Change in Parliament

It is not clear who is behind the attacks on Christians in Mosul, where U.S. and Iraqi forces have been conducting operations against the Sunni militant group al-Qaeda.

The displacement of Christians follows comes on the heels of an Iraqi parliamentary vote to drop a clause in its new provincial election law, Article 50, that protected rights of minorities by guaranteeing their representation on provincial councils.

The change earlier this month sparked protests from Christians in Mosul, which some believe have fueled the attacks on the Christian community.

In their meeting with Al-Maliki, church community leaders also pleaded for the re-instatement of Article 50. Al-Maliki assured them he would bring it to the attention of Parliament in the next session, Warduni said.

Although unwilling to draw direct links to the demonstrations, Fr. Warda did tell Compass that he thought the attacks were coordinated.

“Maybe it’s a coincidence, and maybe it’s an occasion for violence,” said Fr. Warda. “But whatever the reason was, it looks like there was a plan [for the violence]. We cannot say it’s just a coincidence, it happened in such a quick way.”

He called the effort to clear Christians out of Mosul, a “massive task.”

“We are talking about 1,700 families who have fled in nine days,” he said.

In the wake of attacks on churches and individuals, Iraqi Christians have fled to surrounding villages leaving homes and businesses.

Some of Mosul’s refugees have sought shelter across the border in either Turkey or Syria. It is the small and unprepared villages surrounding the city, however, that have borne the brunt of the displacement, according to Fr. Warda.

For now, the primary concern of church leaders is the safe return of those who have fled.

“[Mosul is] their history, their heritage, memories are there. Every beautiful memory is there. We have to do something,” said Fr. Warda. He said those he spoke to were too afraid to go back to their homes and did not know if they could trust the government for their security.

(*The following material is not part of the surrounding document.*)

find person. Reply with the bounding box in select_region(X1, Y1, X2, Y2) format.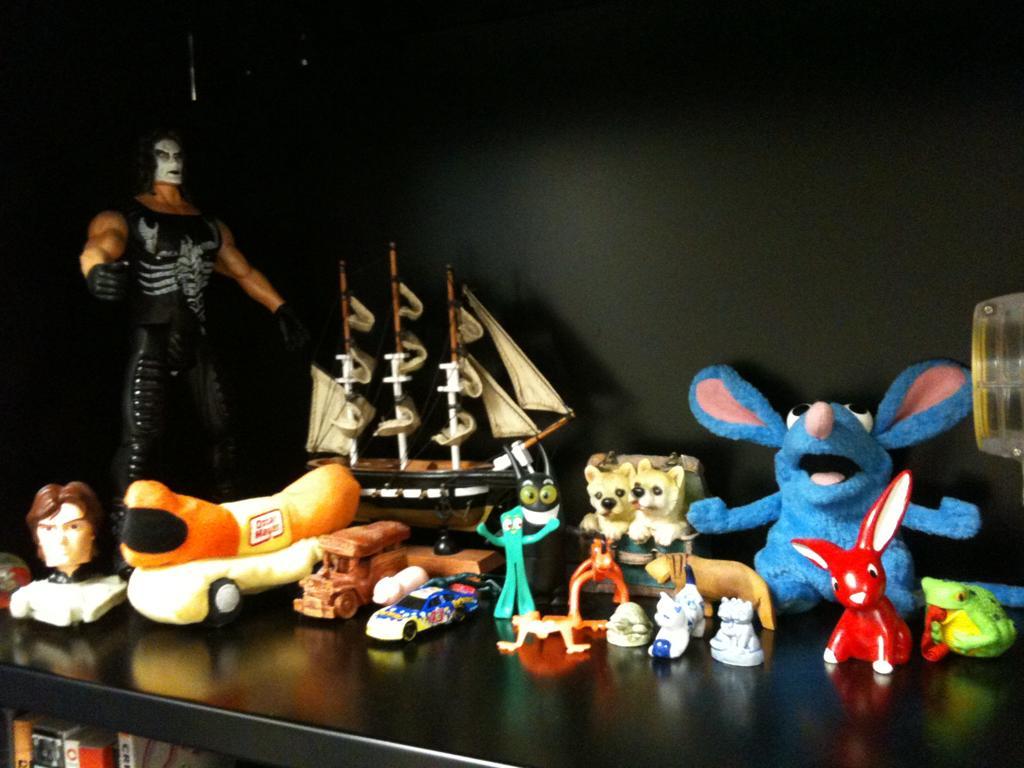
select_region(77, 132, 306, 570).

Asked whether he thought Mosul would lose its entire Christian population, Fr. Warda said, “I don’t care to think about it, because it would be a tragedy for all people. The choices are so limited. My concern now is for Christians who are leaving.”

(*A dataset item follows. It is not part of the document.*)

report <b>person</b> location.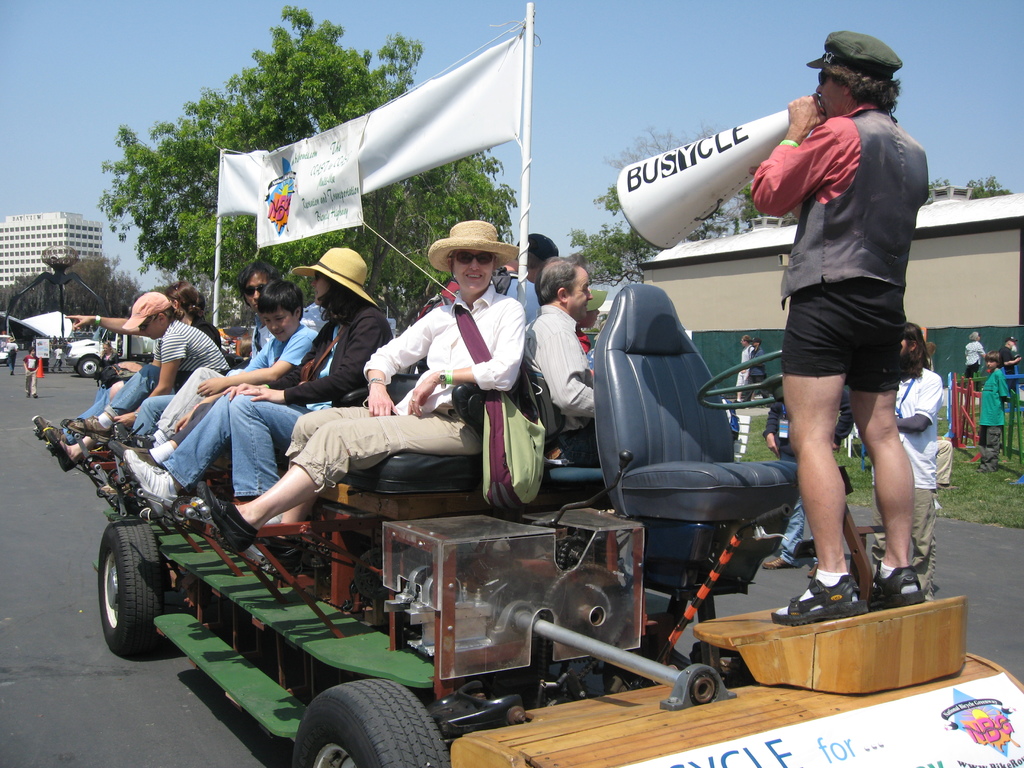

Although “hopeful” about the situation of Mosul’s Christian community, Warduni did not hesitate to criticize what he calls the “silence” of the international community on the human rights of Iraq’s Christian community.

“I want to tell the developed world that from the outset no one has said anything,” he said. “No one is talking about the rights of Christians and minorities in Iraq. We are waiting for support from the outside, at least as human beings not only as Christians.”